True, Mr. Bush can’t win another election with phony claims of success in Iraq, the way he did in 2004. But escalation buys him another year or two to claim that we’re making progress — and it gives him another chance to prove that he’s the Decider, beyond accountability.
And as for pundits who promoted the war and are now trying to sell the surge: for a little while longer they can be Very Important People who have the president’s ear.
Meanwhile, the nation pays the price. The heaviest burden — in death, shattered bodies, broken families and ruined careers — falls on those who serve. To find the personnel for the Bush escalation, the Pentagon must lengthen deployments in Iraq and shorten training time at home.
And the back-door draft has become a life sentence: there is no limit on the cumulative amount of time citizen-soldiers can be required to serve on active duty. Mama, don’t let your children grow up to be reservists.
The rest of us will pay a financial price for the hundreds of billions squandered in Iraq and, more important, a price in reduced security.
Escalation won’t bring victory in Iraq, but it might bring defeat in Afghanistan, which the administration will continue to neglect. And it has pushed the military to the breaking point.
Mr. Bush calls his critics “irresponsible,” saying that they don’t have an alternative to his strategy. But they do: setting a timetable for withdrawal, so that we can cut our losses, and trying to save what can be saved. It isn’t a strategy for victory because that’s no longer an option.

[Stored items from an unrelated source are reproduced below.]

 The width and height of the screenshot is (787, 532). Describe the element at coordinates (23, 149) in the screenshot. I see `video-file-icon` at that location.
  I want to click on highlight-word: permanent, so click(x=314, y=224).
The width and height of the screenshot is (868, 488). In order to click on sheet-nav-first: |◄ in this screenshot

It’s a strategy for acknowledging reality.
The lesson of the savings and loan scandal was that when a bank has failed, you shouldn’t let the owner string you along with promises — you should shut the thing down. We should do the same with Mr. Bush’s failed war.

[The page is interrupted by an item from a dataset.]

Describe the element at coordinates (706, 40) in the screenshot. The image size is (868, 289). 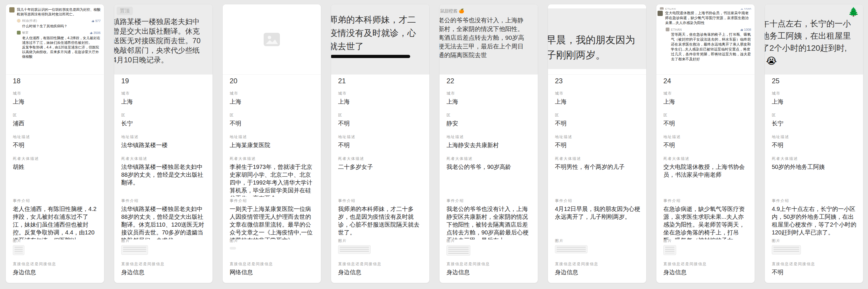
I see `attachment-preview: ETHAN 1040 交大电院退休教授，上海书协会员，书法家吴中南老师在急诊病逝…` at that location.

© 2007 New York Times Company
Meanwhile, in Iraq...
The executions follow that of Mr. Hussein by two weeks. His hanging prompted considerable criticism around the world because of the way it was carried out, including guards cursing the former dictator as he stood on the gallows.
American military officials, who had custody of Mr. Hussein, were particularly upset, and pushed hard to ensure that the executions of his co-defendants — Barzan Ibrahim al-Tikriti, former head of the Mukhabarat secret police and the younger half-brother of Mr. Hussein, and Awad Hamad al-Bandar, who was chief judge of the revolutionary court under Mr. Hussein — were carried out properly.

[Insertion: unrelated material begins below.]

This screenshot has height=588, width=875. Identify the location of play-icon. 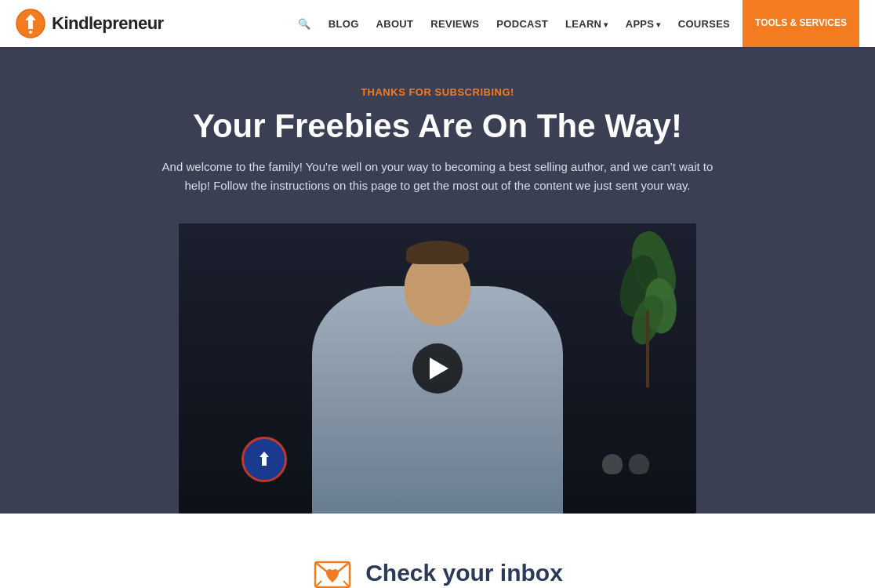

All three men were sentenced to death in November by an Iraqi court in a trial focused on the ruthless repression of a small Shiite town north of Baghdad, after what was said to be an assassination attempt against Mr. Hussein in 1982. The case involved the killings of 148 men and youths from the town of Dujail, and what the court found to have been a “widespread and systematic” persecution of the town’s inhabitants in the years that followed.
Mr. Tikriti was head of the Mukhabarat at the time of the events at Dujail; and Mr. Bandar handed down the 148 death sentences against the townspeople.
The government spokesman who announced the executions today, Bassam al-Husseini, said both the executioners and the witnesses had to sign statements promising to behave in a dignified manner.
The executions took place at about 3 a.m. In what government officials called a “rare incident,” the head of Mr. Tikriti was severed from his body by the noose as it snapped tight around his neck.
Dignified. Can't wait to see that video.